How to Make The Most of A Visit to Machu Picchu
By Lloyd C | Updated October 4th, 2010
It’s easy to make a visit to Machu Picchu un-memorable. Arrive at 10 am, take a two-hour guided tour, pose for a few happy snaps, and return home with a memory full of rocks.
But it doesn’t have to be that way. After two full-day visits to Machu Picchu in a single week (long story), I can tell you exactly how to make the most of a visit to Machu Picchu.
Climb Huayna Picchu
This is the tall jagged mountain that stares down over Machu Picchu. Every morning, 400 lucky visitors are granted access to scale it for the best pictures in the house. More than the pictures though, climbing Huayna Picchu (aka Wayna Picchu) adds a huge dose of adventure to an otherwise cultural (read: sedate) destination.
The climb isn’t technical, but it isn’t easy either. It’s quite strenuous, starting at an altitude of over 2,000m. It gets steeper and steeper until the route becomes almost vertical with rock-hopping over large boulders and squeezing through small tunnels.
So, if you want to turn a visit to Machu Picchu into an adventure, wake up early, catch one of the first buses from Aguas Calientes, line up at the huts, write your name in the book, and head up towards the sky. I very highly recommend it.
Trek to the Inca Bridge
Like Huayna Picchu, the Inca Bridge offers a dose of adventure for your next Machu Picchu visit. However, in this case, the adventure is a little less strenuous, but a lot more death-defying.
The Inca Bridge is a narrow path that winds along the side of the mountain with very little between you and a 580m (1,900ft) drop. It is partly cut into the side of the mountain and partly built up with a large tower of stones. There’s a 6m (20ft) gap in the bridge that was designed to be bridged by tree trunks that could be discarded to make the bridge impassable to outsiders.
The bridge is absolutely worth a visit, even if you don’t trek all the way to the bottom.
Visit the Sun Gate
The Sun Gate is the pass up above Machu Picchu that hikers on the Inca Trail enter the ruins through. These hikers tend to leave their last camp very early in the morning to arrive at the Sun Gate to watch the sunrise and be some of the first visitors of the morning to the ruins.
For those not entering the ruins via the Inca Trail, they can still hike up to the Sun Gate for a breathtaking view and to greet some of the hikers as they arrive.
Although it’s not nearly adventurous as a climb up Huayna Picchu or a hike to the Inca Bridge, it gives a different perspective of the ruins and a view over the mountain from where the Inca Trail approaches.
Hike to Aguas Calientes
Buses depart up and down from Aguas Calientes on a very frequent timetable. But you don’t have to take the bone-rattling bus to get to the ruins. You can also hike up and down the mountain taking steep shortcuts between the switchbacks.
Enthusiastic tourists used to hike up the mountain in the morning before the first bus to secure a spot to climb Huayna Picchu. But these days officials keep the bridge locked until about 6 am, so hiking up is now futile. Plus it’s a steep climb and it will wear you out for the later treks up Huayna Picchu, the Inca Bridge, and Sun Gate.
But consider hiking down the mountain after the day is done. It will make the warm shower in Aguas Calientes all the more worth it.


§ Work to be completed
Gather all lines in the records below that include the word "sports".
[Dataset records — start]
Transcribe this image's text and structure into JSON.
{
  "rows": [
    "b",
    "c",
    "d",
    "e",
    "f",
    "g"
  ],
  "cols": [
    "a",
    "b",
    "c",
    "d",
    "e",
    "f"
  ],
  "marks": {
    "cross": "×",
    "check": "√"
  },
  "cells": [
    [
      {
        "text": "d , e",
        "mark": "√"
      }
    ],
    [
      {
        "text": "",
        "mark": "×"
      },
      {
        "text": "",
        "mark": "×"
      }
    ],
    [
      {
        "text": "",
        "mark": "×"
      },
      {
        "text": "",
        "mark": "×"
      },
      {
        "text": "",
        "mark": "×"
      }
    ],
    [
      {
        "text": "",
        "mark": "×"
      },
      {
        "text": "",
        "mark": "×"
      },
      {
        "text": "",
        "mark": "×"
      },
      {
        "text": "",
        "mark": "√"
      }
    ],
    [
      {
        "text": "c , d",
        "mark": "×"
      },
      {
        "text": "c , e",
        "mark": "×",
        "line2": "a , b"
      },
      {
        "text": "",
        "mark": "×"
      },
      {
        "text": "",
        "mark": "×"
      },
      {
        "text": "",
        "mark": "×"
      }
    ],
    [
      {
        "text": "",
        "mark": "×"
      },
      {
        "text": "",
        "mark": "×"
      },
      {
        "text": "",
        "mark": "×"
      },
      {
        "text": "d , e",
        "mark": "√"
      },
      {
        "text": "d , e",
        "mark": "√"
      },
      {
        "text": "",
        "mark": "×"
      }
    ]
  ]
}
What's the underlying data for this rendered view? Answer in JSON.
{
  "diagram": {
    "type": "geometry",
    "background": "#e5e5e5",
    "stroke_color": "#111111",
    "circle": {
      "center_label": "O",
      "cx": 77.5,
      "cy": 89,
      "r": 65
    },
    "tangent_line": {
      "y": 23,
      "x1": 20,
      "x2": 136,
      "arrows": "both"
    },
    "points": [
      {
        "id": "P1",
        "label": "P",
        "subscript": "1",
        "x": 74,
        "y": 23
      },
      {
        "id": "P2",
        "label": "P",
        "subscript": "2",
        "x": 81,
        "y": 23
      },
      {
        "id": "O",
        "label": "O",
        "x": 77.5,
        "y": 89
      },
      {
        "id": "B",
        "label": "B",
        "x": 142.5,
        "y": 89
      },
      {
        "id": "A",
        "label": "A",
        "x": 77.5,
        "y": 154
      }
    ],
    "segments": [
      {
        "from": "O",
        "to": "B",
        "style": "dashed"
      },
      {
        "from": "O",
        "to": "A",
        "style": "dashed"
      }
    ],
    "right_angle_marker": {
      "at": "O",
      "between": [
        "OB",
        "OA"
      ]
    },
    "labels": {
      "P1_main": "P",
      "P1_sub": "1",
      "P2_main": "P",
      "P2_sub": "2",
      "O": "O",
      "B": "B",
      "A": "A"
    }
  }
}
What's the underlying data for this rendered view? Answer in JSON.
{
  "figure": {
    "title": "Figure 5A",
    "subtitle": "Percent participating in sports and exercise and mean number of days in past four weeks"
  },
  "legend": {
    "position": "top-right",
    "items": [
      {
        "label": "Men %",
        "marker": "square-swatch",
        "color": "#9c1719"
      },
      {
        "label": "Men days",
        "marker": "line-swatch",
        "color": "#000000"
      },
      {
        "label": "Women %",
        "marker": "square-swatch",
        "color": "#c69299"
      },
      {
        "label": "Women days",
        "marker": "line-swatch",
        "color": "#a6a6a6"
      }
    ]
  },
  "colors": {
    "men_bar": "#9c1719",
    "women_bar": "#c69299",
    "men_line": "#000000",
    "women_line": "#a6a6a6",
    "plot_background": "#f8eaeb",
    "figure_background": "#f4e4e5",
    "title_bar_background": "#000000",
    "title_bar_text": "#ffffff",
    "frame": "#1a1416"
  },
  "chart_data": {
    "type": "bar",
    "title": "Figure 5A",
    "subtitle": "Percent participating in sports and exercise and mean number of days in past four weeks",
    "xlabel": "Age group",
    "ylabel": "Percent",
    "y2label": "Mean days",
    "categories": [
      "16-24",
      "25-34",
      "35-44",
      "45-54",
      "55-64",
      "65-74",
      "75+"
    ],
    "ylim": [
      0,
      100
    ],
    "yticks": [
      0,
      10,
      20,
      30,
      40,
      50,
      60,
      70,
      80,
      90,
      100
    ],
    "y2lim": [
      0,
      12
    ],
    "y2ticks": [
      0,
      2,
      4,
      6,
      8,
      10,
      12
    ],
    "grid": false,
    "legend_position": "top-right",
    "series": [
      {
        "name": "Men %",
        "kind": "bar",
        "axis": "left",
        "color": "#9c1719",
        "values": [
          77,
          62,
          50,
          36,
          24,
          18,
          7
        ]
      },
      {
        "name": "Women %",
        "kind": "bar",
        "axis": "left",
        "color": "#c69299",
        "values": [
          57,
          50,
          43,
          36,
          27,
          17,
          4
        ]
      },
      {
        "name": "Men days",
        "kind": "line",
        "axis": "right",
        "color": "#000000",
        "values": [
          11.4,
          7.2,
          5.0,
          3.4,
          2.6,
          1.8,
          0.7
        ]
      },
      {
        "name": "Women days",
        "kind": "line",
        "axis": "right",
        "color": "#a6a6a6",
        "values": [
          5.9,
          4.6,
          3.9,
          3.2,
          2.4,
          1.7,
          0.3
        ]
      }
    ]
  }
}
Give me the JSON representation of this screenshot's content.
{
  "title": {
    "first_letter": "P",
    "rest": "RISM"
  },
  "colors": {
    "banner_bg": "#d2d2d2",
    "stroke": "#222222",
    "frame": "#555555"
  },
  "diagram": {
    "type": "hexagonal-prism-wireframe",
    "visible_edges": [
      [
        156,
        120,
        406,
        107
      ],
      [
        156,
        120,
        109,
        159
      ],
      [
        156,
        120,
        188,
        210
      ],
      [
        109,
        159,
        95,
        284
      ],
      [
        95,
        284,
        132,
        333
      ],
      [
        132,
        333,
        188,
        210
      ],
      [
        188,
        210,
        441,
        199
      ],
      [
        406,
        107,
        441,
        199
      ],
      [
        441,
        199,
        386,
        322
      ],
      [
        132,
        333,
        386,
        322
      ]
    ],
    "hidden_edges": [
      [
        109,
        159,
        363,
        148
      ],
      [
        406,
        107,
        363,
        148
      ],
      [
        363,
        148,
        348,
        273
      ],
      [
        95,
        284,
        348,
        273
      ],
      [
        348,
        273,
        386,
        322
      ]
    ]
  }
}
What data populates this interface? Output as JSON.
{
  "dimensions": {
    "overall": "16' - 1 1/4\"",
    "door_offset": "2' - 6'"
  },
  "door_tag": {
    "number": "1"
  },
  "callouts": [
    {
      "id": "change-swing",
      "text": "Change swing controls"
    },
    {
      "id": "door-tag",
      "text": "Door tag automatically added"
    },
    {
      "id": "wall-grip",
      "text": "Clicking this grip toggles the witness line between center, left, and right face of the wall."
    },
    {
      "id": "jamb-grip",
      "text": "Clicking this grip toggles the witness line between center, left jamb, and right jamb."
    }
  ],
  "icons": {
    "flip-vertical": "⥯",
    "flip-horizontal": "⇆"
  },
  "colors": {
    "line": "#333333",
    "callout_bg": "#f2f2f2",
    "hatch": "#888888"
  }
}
[Dataset records — finish]
§ Response below
    "subtitle": "Percent participating in sports and exercise and mean number of days in past four weeks"
    "subtitle": "Percent participating in sports and exercise and mean number of days in past four weeks",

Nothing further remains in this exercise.